Dust Knowledge Hub

Surface preparation tasks—grinding, scabbling, shot blasting—produce short, intense dust bursts that drive exposure. Average figures can look acceptable while brief peaks push real risk. Structured monitoring helps you see the spikes and act before they become a habit.

Pick the right monitoring approach

Use direct-reading particulate instruments to track PM10, PM2.5 and, where available, PM1. Choose personal monitoring for worker exposure trends and area monitors to manage zones. Keep it simple: stable placement, protected from splash and vibration, and log intervals short enough to capture task spikes.

Plan where and when to measure

Baseline with an empty run to learn background. During tasks, log at 1–10 second intervals and note start/stop times, tools used, and controls active (LEV on/off, water suppression, doors open). Position area sensors downwind of the operator’s breathing zone and away from corners where air can stagnate.

Define triggers and actions

Set internal alert levels that reflect the risk of the dust present; for RCS, remember the WEL is 0.1 mg/m³ as an 8-hour TWA. Use the monitor to flag peaks and respond immediately: check hood position, lower cutting speed, add water suppression, improve containment, or increase air filtration. Air monitoring data can also guide when to boost air scrubber output or change loaded filters.

Verify improvements

Repeat the same task after adjustments and compare the peak profile—lower amplitude and shorter duration shows progress. Save a simple chart with notes for your COSHH records and toolbox talks.

Practical takeaways

  • Use direct-reading PM monitors for short-interval logging.
  • Record task context so peaks can be traced to causes.
  • Set clear triggers tied to dust type and respond in real time.
  • Re-test after changes to prove control and brief the team.

Monitoring is not paperwork—it is a feedback loop. Catch the peaks, correct them quickly, and your average exposure and clean-up burden will fall together.

Speak with a Dust Expert

Every site and project is different. If you’d like tailored guidance for your specific scenario, our Dust Experts are here to help.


EXERCISE OBJECTIVE: For every line in the data below that contains "regular", copy the line.

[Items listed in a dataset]
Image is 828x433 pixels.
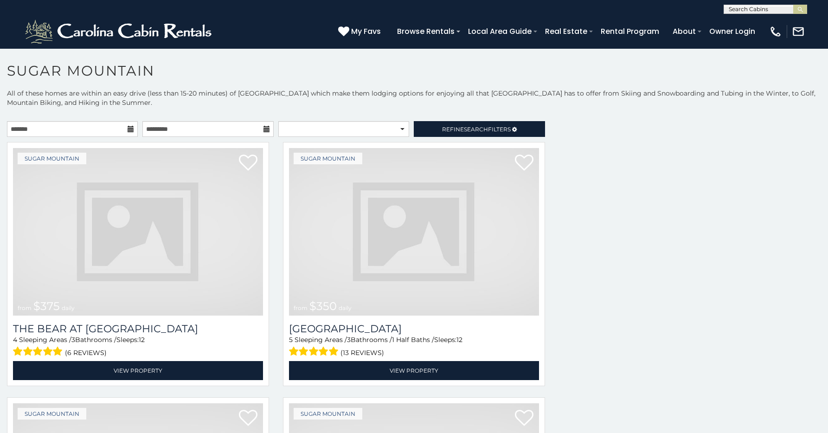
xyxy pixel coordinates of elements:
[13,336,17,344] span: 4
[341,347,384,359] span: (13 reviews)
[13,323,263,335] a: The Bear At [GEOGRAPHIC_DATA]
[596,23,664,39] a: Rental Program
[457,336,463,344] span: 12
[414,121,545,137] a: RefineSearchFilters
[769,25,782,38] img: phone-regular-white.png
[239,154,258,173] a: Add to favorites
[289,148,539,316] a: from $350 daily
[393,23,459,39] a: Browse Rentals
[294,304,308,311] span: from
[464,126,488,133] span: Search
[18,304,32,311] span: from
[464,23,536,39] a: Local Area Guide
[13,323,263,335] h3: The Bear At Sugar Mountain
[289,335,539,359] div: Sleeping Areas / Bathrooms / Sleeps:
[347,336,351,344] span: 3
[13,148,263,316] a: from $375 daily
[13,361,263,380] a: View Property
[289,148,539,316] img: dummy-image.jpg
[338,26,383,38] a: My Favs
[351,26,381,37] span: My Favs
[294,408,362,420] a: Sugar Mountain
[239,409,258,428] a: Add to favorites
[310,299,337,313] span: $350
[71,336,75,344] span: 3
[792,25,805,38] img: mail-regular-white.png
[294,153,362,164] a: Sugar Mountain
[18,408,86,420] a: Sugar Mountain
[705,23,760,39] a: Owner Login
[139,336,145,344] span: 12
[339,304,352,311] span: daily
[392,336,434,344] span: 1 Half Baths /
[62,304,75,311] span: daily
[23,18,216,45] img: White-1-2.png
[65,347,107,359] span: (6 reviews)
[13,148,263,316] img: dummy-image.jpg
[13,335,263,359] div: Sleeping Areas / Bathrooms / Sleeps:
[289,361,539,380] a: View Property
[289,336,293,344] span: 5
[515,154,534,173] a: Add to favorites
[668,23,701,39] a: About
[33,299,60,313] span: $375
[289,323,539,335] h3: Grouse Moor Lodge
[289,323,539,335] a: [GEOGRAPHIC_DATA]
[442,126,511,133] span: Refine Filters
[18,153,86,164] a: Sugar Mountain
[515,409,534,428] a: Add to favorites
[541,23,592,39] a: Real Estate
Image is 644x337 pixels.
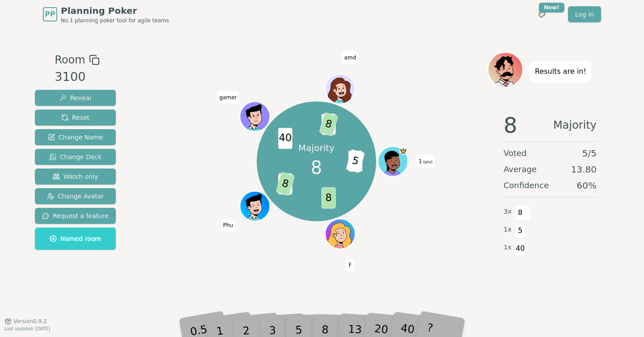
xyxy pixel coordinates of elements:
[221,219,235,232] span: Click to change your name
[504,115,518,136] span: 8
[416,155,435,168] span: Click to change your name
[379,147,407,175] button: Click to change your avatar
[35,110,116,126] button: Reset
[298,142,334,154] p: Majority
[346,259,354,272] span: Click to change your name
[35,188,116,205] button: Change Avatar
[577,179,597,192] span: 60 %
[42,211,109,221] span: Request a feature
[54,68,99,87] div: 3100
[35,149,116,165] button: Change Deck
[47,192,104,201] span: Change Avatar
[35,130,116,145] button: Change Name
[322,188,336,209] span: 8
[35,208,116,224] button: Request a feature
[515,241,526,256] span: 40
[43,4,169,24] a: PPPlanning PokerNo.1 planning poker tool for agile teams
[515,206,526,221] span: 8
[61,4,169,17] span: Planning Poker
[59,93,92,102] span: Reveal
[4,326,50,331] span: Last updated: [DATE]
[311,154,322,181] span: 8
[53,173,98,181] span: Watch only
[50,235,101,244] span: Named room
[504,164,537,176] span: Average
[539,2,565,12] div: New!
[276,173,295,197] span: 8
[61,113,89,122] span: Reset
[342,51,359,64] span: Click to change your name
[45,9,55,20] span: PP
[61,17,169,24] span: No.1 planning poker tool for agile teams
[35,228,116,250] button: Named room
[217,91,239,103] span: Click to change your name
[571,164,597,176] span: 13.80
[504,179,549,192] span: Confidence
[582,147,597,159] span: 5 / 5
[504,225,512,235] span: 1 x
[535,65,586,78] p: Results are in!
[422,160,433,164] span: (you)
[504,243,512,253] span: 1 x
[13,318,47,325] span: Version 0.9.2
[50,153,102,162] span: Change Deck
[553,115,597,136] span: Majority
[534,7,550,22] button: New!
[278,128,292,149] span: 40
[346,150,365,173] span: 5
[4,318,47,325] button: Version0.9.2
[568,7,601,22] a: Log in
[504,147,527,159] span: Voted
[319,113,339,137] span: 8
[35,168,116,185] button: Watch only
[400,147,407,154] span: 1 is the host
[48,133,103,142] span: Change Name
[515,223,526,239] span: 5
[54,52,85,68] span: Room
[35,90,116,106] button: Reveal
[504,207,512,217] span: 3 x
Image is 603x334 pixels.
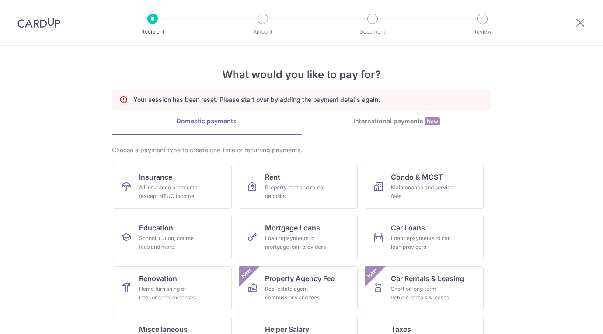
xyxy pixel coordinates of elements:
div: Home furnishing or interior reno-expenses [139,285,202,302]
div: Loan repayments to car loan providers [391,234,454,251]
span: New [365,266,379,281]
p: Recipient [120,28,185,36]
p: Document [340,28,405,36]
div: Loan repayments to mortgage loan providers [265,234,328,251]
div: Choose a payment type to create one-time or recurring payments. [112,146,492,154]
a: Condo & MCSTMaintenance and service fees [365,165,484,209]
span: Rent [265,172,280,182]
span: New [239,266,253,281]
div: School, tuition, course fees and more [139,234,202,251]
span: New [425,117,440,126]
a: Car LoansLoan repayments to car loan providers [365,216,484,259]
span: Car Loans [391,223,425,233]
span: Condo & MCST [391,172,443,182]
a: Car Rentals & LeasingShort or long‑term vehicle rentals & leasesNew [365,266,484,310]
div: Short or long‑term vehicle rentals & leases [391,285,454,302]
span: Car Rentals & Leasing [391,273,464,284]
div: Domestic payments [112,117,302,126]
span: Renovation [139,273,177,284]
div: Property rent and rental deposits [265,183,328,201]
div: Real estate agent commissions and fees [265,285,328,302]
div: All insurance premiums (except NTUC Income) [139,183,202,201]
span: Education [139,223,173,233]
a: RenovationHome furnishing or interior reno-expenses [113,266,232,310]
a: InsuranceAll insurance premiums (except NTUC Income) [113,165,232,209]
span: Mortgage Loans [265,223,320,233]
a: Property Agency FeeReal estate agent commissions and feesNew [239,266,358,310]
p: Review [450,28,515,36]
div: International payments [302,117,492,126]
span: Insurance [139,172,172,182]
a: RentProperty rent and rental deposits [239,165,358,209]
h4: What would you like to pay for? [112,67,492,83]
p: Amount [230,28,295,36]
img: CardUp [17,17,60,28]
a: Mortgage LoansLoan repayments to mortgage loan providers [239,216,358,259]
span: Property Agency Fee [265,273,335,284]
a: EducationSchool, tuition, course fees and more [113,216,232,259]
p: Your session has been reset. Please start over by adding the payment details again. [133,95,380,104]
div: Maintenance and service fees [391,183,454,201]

EXERCISE RESULT:
[769,25,782,38] img: phone-regular-white.png
[792,25,805,38] img: mail-regular-white.png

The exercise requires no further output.